Trak Cinema’s final night, Saturday, January 2, 2021
“The little cinema with the big programmes” sadly called it a day, the other day. (Small independent operators, particularly in the provinces, have done it tough, what with the larger chains, streaming services and the plague). The final screening was in Cinema 1, the Trak’s original theatre, which opened on 26 December 1975 with Jeremy and Where the Lilies Bloom.
On closing night, the Trak gave the large gathering a slight, quiet, but very appropriate film, The Smallest Show on Earth (1957). A young couple, Matt and Jean (played by Bill Travers and Virginia McKenna, not the most nuanced actors about) visit Sloughborough to inspect the Bijou Kinema (nicknamed “the flea pit”) that Matt inherits from a late forgotten uncle.
Despite its Belle Époque style, it’s now a sorry sight, and run by a sorry lot: Mrs. Fazackalee (Margaret Rutherford), the cashier and bookkeeper; Mr. Quill (Peter Sellers), the dipso projectionist; and Old Tom (Bernard Miles), the janitor (who pines for a commissionaire’s uniform like the one worn by the Grand Cinema nearby). The story centres on the couples’ attempts to run the show until they can sell at best to the rival cinema’s owners, who want to level the Bijou to put up a parking lot. Like the Bijou, the film is showing its age, but it is still rather sweet and amusing. A particularly moving moment (see main image) involves the youngsters returning late from dinner with their solicitor, to find the 3 employees staging a reverent and private screening of an old silent film, complete with piano accompaniment courtesy of Mrs. Fazackalee.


### What is required
Output every record verbatim, and omit each picture.

Saved data entries

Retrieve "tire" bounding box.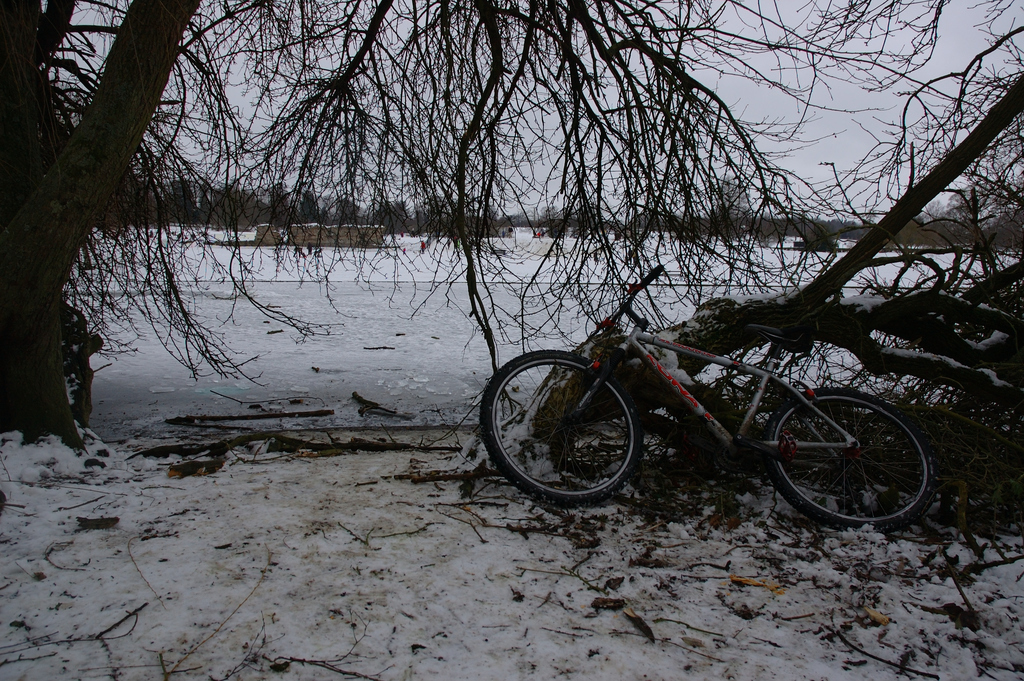
Bounding box: [476,342,646,503].
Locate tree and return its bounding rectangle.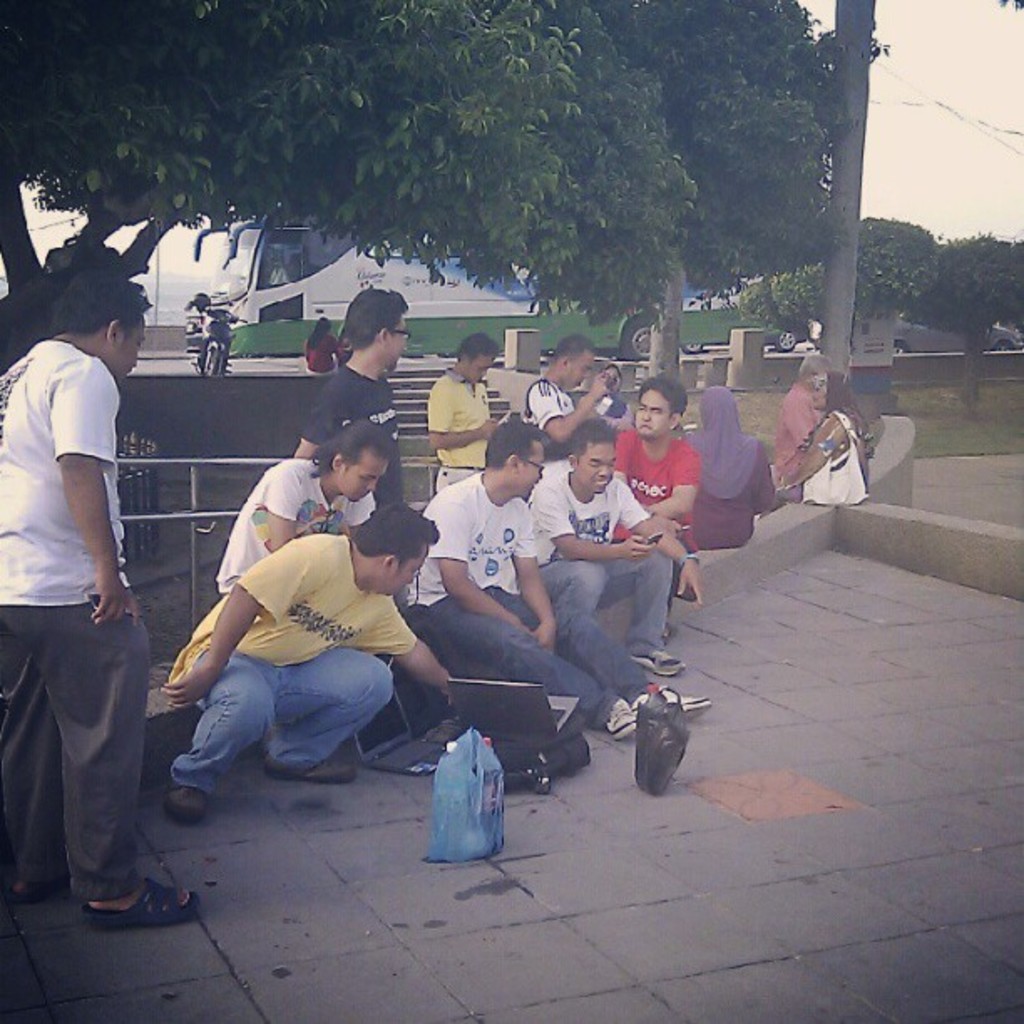
{"x1": 745, "y1": 216, "x2": 924, "y2": 368}.
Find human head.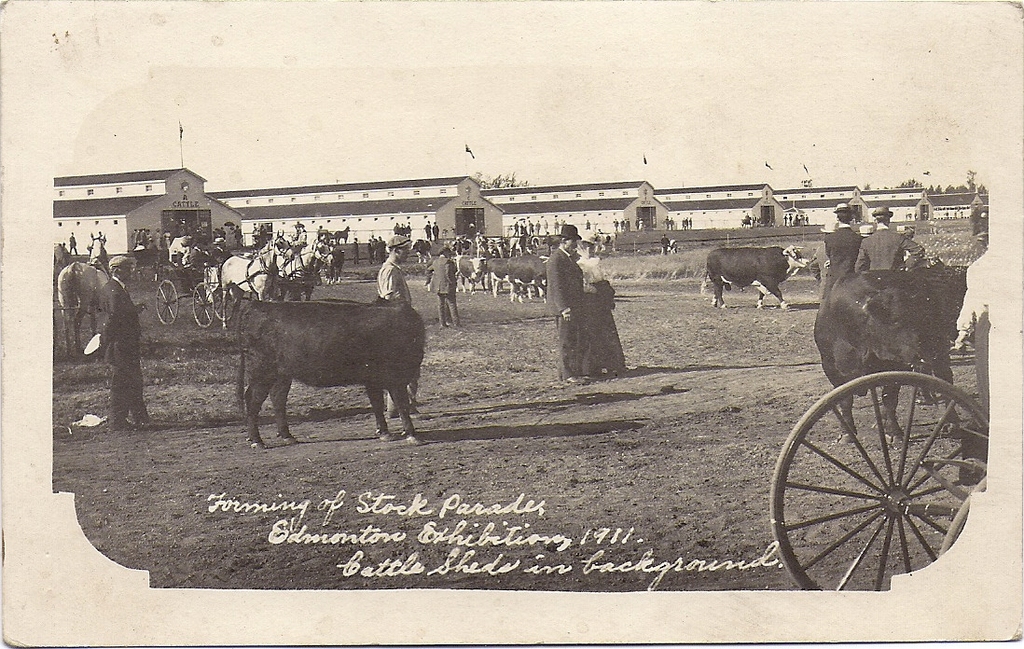
{"left": 386, "top": 237, "right": 414, "bottom": 265}.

### Response to the task
Retrieve "tire" bounding box.
Bounding box: [476,342,646,503].
Locate tree and return its bounding rectangle.
{"x1": 745, "y1": 216, "x2": 924, "y2": 368}.
Find human head.
{"left": 386, "top": 237, "right": 414, "bottom": 265}.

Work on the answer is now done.